Friday, October 11, 2013

Educational Reform Success Requires Leadership & Support

Wisconsin has taken the leadership in this reform in that it took the biggest obstacle out of the way of reformers by making the teachers union operate on it's own merits. Act 10 allows the teachers to decide if they want the control of just a few elites to as their defining agenda or make some kind of alliance with the school boards and taxpayers, parents, to improve education.

Wisconsin has proven that this works.

Educational Leadership
Source: Frederick M. Hess, "The Missing Half of School Reform," National Affairs, Fall 2013.
October 11, 2013

In recent years, a growing group of reformers has exhibited an interest in fundamentally reshaping education policy. After decades of fumbling efforts to promote 21st century skills, site-based management, smaller high schools, "professional development" and other pedagogical fads, reformers have shown impressive discipline in overhauling musty tenure laws, expanding school choice, holding educators accountable for performance and insisting upon forceful interventions in low-performing schools, says Frederick M. Hess, director of education policy studies at the American Enterprise Institute.

Rewriting policy constitutes only half of a reform agenda. Real change requires that the reform coalition focus much more attentively on the second half of the improvement agenda: cultivating and supporting teachers, principals, district leaders and state officials willing and able to rethink old norms.
  • It is vital to produce leaders willing and able to leverage new opportunities and to support them as they do so.
  • In a vibrant private sector, this process unfolds organically and invisibly.
  • In a publicly governed system, it needs to be helped along.
  • Indeed, doing so can represent a crucial private, non-governmental contribution to the education-reform effort -- one that conservatives ought to find uniquely appealing.
Absent such efforts, reformers will narrow the scope of collective bargaining only to see superintendents fail to take advantage of their newfound freedom. They will enact teacher-evaluation and turnaround policies that will disappoint as leaders fail to act competently and decisively in the face of contracts, embedded routines and recalcitrant cultures. They will find themselves fighting unnecessary battles and seeing landmark victories undone.

If education reform is to help America build a 21st century school system we can be proud of, it must keep its eye not only on the glamorous policy questions, but also on the everyday details of how our schools are run.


**Task directions:** How many lines below contain the word "Shellac"? Reply solely with the number.

Data records:
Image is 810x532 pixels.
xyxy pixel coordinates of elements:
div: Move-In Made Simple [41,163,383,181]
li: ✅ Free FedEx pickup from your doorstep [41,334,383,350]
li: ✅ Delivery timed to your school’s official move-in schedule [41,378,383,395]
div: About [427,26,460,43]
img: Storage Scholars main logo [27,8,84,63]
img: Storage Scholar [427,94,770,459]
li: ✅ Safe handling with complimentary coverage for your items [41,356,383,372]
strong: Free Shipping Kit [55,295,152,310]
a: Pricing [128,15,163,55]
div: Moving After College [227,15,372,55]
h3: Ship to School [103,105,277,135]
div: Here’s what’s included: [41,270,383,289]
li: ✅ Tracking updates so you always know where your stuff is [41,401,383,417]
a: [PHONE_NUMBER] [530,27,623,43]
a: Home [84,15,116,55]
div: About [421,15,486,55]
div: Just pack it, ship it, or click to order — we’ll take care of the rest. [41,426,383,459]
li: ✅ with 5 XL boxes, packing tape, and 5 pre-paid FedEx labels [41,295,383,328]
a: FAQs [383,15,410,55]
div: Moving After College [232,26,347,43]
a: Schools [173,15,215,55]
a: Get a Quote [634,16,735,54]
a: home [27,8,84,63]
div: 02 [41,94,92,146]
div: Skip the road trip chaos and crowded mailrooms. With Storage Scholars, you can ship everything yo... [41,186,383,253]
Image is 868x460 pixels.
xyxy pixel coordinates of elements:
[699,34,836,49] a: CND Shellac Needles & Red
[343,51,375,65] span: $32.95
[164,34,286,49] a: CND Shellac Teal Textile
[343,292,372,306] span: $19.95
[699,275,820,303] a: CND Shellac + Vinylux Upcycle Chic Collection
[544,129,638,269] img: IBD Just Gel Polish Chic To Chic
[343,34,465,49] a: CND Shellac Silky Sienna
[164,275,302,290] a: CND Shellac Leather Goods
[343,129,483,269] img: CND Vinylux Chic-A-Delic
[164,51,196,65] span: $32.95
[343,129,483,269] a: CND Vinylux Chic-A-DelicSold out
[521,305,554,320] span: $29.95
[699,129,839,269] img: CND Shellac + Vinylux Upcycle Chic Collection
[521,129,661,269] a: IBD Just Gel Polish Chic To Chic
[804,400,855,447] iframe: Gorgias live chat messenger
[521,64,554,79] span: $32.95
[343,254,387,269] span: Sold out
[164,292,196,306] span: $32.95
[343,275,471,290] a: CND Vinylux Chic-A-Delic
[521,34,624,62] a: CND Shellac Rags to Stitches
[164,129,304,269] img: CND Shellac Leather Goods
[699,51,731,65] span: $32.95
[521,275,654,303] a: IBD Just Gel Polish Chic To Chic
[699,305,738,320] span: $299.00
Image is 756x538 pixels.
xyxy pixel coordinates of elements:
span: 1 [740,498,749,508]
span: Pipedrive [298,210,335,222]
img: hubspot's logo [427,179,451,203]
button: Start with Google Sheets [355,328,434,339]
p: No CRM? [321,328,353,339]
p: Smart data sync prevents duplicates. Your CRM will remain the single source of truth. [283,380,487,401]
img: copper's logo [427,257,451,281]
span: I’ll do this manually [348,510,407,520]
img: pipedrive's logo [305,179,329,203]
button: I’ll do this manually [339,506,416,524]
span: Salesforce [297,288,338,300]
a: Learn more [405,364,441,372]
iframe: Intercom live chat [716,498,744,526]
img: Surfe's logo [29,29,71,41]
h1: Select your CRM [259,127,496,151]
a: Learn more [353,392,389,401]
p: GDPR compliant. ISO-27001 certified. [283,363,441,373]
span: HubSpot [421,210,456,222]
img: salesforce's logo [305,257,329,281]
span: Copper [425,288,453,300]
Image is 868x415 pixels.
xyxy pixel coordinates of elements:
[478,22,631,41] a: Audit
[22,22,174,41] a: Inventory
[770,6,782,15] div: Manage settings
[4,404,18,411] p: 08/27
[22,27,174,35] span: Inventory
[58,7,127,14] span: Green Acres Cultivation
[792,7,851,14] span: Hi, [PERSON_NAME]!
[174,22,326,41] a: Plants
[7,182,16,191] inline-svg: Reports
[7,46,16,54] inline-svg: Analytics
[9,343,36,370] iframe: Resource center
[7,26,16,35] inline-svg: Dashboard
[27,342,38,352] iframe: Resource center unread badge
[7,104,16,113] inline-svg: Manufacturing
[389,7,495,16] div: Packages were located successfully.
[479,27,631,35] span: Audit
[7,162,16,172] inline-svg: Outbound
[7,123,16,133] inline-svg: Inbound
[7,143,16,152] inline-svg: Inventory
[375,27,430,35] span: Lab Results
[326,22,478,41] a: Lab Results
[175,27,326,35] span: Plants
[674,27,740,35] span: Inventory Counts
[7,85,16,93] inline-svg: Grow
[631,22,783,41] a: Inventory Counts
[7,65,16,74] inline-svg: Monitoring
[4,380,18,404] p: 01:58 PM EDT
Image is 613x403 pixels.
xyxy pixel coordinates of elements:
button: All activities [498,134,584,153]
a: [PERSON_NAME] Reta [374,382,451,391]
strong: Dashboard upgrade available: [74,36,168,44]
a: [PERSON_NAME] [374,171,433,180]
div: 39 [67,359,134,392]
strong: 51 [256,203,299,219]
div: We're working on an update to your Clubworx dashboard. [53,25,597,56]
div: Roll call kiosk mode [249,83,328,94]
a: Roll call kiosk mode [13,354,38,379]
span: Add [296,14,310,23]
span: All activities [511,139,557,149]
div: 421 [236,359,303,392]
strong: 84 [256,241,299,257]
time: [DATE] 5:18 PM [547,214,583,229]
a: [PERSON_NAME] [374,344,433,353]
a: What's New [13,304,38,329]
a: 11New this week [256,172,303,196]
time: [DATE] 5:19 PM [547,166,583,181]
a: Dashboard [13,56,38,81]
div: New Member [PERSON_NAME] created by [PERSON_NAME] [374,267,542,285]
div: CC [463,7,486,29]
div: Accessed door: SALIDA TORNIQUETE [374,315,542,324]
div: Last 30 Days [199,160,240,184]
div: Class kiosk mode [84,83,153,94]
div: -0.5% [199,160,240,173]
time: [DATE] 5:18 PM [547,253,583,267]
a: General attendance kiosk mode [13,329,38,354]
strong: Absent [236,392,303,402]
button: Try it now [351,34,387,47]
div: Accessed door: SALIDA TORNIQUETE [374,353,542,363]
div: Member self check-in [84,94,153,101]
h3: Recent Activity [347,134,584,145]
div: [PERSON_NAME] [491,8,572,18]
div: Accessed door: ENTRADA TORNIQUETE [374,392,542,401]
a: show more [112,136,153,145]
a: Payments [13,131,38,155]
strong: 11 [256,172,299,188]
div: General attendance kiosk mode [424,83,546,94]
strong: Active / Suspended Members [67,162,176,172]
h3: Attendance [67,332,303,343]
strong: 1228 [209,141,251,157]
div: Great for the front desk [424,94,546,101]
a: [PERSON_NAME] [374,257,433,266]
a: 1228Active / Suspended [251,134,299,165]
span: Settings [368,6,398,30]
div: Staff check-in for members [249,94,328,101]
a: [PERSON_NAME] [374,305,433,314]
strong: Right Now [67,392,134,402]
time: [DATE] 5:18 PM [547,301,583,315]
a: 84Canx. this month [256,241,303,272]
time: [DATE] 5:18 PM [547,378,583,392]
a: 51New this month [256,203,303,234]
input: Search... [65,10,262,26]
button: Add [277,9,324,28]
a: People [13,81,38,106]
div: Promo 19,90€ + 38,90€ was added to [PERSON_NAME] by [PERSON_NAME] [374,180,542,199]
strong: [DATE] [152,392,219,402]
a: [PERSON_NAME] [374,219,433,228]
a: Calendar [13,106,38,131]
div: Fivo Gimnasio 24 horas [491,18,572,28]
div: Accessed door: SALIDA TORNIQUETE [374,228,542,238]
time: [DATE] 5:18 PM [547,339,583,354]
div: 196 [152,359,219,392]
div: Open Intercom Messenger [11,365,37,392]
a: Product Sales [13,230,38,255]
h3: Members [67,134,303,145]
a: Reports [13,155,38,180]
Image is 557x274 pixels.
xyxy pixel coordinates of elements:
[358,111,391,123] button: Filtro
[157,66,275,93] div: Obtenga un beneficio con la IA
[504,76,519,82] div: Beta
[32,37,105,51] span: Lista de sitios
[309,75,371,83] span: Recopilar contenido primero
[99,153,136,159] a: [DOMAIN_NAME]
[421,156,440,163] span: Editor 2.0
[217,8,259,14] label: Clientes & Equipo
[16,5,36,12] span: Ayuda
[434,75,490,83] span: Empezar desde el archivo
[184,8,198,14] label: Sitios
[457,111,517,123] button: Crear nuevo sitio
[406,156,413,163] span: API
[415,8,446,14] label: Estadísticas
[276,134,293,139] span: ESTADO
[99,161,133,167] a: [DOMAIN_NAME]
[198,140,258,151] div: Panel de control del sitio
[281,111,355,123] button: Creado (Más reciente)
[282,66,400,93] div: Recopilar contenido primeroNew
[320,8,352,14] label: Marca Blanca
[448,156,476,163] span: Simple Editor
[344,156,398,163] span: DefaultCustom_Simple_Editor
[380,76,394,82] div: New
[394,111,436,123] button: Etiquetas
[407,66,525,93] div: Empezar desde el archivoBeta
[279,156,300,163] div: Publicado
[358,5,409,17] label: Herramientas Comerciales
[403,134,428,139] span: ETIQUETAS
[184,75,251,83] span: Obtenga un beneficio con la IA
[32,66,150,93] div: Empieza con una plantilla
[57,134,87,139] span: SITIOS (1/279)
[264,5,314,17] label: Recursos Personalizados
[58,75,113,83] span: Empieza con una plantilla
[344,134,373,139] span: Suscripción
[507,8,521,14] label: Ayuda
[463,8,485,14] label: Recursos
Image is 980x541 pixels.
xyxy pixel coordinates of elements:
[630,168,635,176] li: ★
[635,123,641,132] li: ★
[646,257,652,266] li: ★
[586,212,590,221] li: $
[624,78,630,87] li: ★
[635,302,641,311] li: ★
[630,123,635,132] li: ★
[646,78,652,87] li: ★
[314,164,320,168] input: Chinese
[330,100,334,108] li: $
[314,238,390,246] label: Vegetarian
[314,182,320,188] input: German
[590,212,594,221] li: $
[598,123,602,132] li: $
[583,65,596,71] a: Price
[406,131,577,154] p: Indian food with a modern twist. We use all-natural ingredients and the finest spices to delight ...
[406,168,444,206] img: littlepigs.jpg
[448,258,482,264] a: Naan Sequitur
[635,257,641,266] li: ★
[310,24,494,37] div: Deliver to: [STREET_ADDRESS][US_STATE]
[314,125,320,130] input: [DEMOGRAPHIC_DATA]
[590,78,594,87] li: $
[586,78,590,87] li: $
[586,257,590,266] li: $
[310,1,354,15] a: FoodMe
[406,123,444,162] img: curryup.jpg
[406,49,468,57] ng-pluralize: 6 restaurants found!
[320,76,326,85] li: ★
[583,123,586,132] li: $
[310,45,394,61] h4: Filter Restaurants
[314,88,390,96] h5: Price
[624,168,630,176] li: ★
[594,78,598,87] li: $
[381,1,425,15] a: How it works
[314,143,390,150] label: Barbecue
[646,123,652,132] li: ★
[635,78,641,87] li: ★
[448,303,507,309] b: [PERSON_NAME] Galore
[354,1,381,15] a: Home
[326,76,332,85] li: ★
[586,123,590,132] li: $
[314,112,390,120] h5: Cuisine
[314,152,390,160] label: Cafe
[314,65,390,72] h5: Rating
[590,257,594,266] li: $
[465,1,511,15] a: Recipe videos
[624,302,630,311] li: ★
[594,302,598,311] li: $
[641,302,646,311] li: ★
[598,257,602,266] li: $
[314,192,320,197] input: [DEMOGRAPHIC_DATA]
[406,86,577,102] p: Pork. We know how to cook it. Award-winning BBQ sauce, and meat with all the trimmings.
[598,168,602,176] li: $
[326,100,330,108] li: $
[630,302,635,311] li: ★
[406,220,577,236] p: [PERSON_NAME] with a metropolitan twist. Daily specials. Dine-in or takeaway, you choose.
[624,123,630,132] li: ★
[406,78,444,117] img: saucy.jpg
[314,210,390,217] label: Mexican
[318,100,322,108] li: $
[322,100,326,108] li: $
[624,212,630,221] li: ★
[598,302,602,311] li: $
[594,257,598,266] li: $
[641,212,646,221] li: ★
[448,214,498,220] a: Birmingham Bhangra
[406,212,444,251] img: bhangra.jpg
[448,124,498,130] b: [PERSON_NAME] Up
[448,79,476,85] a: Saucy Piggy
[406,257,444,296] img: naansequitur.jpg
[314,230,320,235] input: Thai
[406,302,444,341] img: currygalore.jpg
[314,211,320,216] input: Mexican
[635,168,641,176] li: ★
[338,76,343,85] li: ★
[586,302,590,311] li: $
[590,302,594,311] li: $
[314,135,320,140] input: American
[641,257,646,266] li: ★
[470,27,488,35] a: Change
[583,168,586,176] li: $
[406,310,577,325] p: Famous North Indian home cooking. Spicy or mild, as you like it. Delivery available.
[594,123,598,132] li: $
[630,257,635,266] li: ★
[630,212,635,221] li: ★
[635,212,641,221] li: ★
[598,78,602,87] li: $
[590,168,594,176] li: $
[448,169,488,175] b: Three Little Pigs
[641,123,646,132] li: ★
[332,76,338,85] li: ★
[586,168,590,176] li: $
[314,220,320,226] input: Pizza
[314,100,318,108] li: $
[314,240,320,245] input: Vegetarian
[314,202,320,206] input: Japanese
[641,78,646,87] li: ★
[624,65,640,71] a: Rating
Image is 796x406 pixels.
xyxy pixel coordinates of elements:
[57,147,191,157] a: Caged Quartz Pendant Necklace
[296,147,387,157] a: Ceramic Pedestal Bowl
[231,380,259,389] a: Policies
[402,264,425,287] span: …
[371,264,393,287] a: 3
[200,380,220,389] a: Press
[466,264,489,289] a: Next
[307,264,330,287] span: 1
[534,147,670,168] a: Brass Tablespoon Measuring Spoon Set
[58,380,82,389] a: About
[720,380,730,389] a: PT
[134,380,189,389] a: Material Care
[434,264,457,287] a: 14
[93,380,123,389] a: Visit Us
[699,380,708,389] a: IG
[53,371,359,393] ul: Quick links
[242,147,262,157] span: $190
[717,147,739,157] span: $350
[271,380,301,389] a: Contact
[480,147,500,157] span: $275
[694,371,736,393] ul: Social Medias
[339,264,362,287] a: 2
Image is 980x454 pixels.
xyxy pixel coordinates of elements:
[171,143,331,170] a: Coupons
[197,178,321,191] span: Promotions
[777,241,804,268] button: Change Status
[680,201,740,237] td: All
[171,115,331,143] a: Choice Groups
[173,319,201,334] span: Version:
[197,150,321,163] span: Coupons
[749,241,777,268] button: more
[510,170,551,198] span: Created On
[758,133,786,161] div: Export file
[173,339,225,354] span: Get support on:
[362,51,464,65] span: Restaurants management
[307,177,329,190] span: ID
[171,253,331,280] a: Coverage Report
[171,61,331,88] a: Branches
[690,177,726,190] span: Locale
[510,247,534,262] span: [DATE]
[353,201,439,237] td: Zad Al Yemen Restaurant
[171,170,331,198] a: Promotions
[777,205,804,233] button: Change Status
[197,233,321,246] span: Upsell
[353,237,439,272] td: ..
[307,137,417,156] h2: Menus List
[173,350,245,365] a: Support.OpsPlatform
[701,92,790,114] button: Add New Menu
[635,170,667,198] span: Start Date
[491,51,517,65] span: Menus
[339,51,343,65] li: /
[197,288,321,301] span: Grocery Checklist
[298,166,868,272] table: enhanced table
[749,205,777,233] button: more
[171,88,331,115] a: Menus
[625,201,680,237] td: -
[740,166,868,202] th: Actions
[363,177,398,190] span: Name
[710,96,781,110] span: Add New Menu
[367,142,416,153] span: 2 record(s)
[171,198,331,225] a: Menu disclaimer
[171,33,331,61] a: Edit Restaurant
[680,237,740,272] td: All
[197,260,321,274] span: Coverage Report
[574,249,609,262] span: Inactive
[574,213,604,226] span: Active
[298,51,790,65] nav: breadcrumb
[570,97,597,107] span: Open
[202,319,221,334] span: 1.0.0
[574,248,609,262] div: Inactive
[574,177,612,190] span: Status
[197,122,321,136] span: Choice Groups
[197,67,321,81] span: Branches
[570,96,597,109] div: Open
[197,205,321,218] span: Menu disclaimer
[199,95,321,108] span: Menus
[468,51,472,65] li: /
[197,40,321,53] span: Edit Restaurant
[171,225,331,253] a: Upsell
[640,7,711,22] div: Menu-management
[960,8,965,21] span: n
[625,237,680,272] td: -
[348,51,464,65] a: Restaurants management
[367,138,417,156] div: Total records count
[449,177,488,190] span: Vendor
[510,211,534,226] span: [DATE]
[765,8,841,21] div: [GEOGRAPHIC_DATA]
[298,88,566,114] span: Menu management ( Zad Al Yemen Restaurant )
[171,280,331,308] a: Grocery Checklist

**Answer to this problem:** 8